Monday, September 10, 2012

The United Cities of America

In a four-hour stretch, Meg and I flew out of Detroit, into Chicago and out again, and into Philadelphia. Amazing cities, one troubled now, but even that one an important part of our economic and cultural past. Think about all the great cities in America--Houston, Atlanta, San Francisco, New York, L.A., on and on. No country in the world has more big, vibrant cities than we do. No one else is even close.


No disrespect intended to our agrarian roots, but our cities are where the action is: the jobs, the arts, the innovation, the craziness. All that land outside our cities and their suburbs is dedicated mainly to feeding us and giving us places to escape from ourselves once in a while.

It makes me wonder whether the way we govern ourselves still makes sense. Why shouldn't the cities make the local laws rather than the states. When our current law-making patchwork was sewn, most of the population lived in the country. States were big boundaries drawn around collections of farms. Today, eighty two percent of us live in cities or city suburbs.

As we moved off the farm and into cities, rural areas ended up over-represented in state legislatures. In the nineteen sixties, the Supreme Court forced the states to reapportion, so that all citizens in a state would have an equal voice in state government. I wonder, though, whether that is enough.

Urban and rural dwellers have very different concerns. Consider the issue of gun control, for instance. Many city folk would be happy if they never saw a gun. Outside the city limits, people like to hunt. They like to be armed. I think isolation increases the instinct to want to be able to defend yourself.

Even though the residents of cities get equal weight for their votes, they may be in a state with many rural citizens. So when the vote for gun control comes up in the state legislature, the urbanites get out-voted. (Let's leave the Second Amendment out of this for now. There are plenty of other issues on which city dwellers and rural folks have fundamentally different points of view.)

Why not let the cities vote on city laws and the rest of the state vote on rural issues? I know, I know, there is the little matter of the Constitution, so I guess I can't be seriously proposing this as a political reform. But it's something to think about as our society evolves. Ultimately, the way we govern ourselves must reflect our local interests and concerns. Just ask King George III.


- _Task item_: In full and without change, repeat the records shown below.

- _Source information_:
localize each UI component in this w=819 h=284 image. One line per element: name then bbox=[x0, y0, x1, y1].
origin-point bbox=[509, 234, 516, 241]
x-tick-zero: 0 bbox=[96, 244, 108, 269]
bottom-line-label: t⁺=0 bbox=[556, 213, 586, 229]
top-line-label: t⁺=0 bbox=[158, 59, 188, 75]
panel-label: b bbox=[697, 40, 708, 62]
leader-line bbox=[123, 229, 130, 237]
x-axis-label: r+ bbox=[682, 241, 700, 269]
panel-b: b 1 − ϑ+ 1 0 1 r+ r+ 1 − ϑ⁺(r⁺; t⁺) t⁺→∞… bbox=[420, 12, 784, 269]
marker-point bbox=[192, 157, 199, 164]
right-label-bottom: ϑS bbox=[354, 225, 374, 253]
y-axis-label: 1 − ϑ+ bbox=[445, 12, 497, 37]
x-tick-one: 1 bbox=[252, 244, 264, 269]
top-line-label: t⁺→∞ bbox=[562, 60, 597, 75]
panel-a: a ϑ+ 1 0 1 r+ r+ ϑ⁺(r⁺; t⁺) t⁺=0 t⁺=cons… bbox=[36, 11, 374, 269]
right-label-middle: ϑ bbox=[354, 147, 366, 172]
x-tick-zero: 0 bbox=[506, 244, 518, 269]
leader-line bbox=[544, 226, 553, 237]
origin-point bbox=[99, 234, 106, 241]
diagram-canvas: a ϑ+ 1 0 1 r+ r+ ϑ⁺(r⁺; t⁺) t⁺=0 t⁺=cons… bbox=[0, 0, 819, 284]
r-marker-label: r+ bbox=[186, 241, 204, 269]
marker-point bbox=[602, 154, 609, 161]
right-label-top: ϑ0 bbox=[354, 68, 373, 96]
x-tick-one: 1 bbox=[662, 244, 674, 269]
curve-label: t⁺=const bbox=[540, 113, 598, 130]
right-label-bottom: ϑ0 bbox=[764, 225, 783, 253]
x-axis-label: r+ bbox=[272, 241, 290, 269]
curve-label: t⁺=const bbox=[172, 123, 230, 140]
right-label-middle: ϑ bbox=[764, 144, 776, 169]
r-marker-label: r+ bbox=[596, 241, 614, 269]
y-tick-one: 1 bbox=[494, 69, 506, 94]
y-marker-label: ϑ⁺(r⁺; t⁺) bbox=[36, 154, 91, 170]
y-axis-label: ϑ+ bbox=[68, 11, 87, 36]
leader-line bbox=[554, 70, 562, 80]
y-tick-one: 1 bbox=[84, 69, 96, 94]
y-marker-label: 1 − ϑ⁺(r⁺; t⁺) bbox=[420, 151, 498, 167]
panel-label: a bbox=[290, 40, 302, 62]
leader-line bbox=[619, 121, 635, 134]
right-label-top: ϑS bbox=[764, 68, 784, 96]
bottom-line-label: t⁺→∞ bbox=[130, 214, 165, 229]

- _Exercise solution_:
localize each UI component in this w=819 h=284 image. One line per element: name then bbox=[x0, y0, x1, y1].
origin-point bbox=[509, 234, 516, 241]
x-tick-zero: 0 bbox=[96, 244, 108, 269]
bottom-line-label: t⁺=0 bbox=[556, 213, 586, 229]
top-line-label: t⁺=0 bbox=[158, 59, 188, 75]
panel-label: b bbox=[697, 40, 708, 62]
leader-line bbox=[123, 229, 130, 237]
x-axis-label: r+ bbox=[682, 241, 700, 269]
panel-b: b 1 − ϑ+ 1 0 1 r+ r+ 1 − ϑ⁺(r⁺; t⁺) t⁺→∞… bbox=[420, 12, 784, 269]
marker-point bbox=[192, 157, 199, 164]
right-label-bottom: ϑS bbox=[354, 225, 374, 253]
y-axis-label: 1 − ϑ+ bbox=[445, 12, 497, 37]
x-tick-one: 1 bbox=[252, 244, 264, 269]
top-line-label: t⁺→∞ bbox=[562, 60, 597, 75]
panel-a: a ϑ+ 1 0 1 r+ r+ ϑ⁺(r⁺; t⁺) t⁺=0 t⁺=cons… bbox=[36, 11, 374, 269]
right-label-middle: ϑ bbox=[354, 147, 366, 172]
x-tick-zero: 0 bbox=[506, 244, 518, 269]
leader-line bbox=[544, 226, 553, 237]
origin-point bbox=[99, 234, 106, 241]
diagram-canvas: a ϑ+ 1 0 1 r+ r+ ϑ⁺(r⁺; t⁺) t⁺=0 t⁺=cons… bbox=[0, 0, 819, 284]
r-marker-label: r+ bbox=[186, 241, 204, 269]
marker-point bbox=[602, 154, 609, 161]
right-label-top: ϑ0 bbox=[354, 68, 373, 96]
x-tick-one: 1 bbox=[662, 244, 674, 269]
curve-label: t⁺=const bbox=[540, 113, 598, 130]
right-label-bottom: ϑ0 bbox=[764, 225, 783, 253]
x-axis-label: r+ bbox=[272, 241, 290, 269]
curve-label: t⁺=const bbox=[172, 123, 230, 140]
right-label-middle: ϑ bbox=[764, 144, 776, 169]
r-marker-label: r+ bbox=[596, 241, 614, 269]
y-tick-one: 1 bbox=[494, 69, 506, 94]
y-marker-label: ϑ⁺(r⁺; t⁺) bbox=[36, 154, 91, 170]
y-axis-label: ϑ+ bbox=[68, 11, 87, 36]
leader-line bbox=[554, 70, 562, 80]
y-tick-one: 1 bbox=[84, 69, 96, 94]
y-marker-label: 1 − ϑ⁺(r⁺; t⁺) bbox=[420, 151, 498, 167]
panel-label: a bbox=[290, 40, 302, 62]
leader-line bbox=[619, 121, 635, 134]
right-label-top: ϑS bbox=[764, 68, 784, 96]
bottom-line-label: t⁺→∞ bbox=[130, 214, 165, 229]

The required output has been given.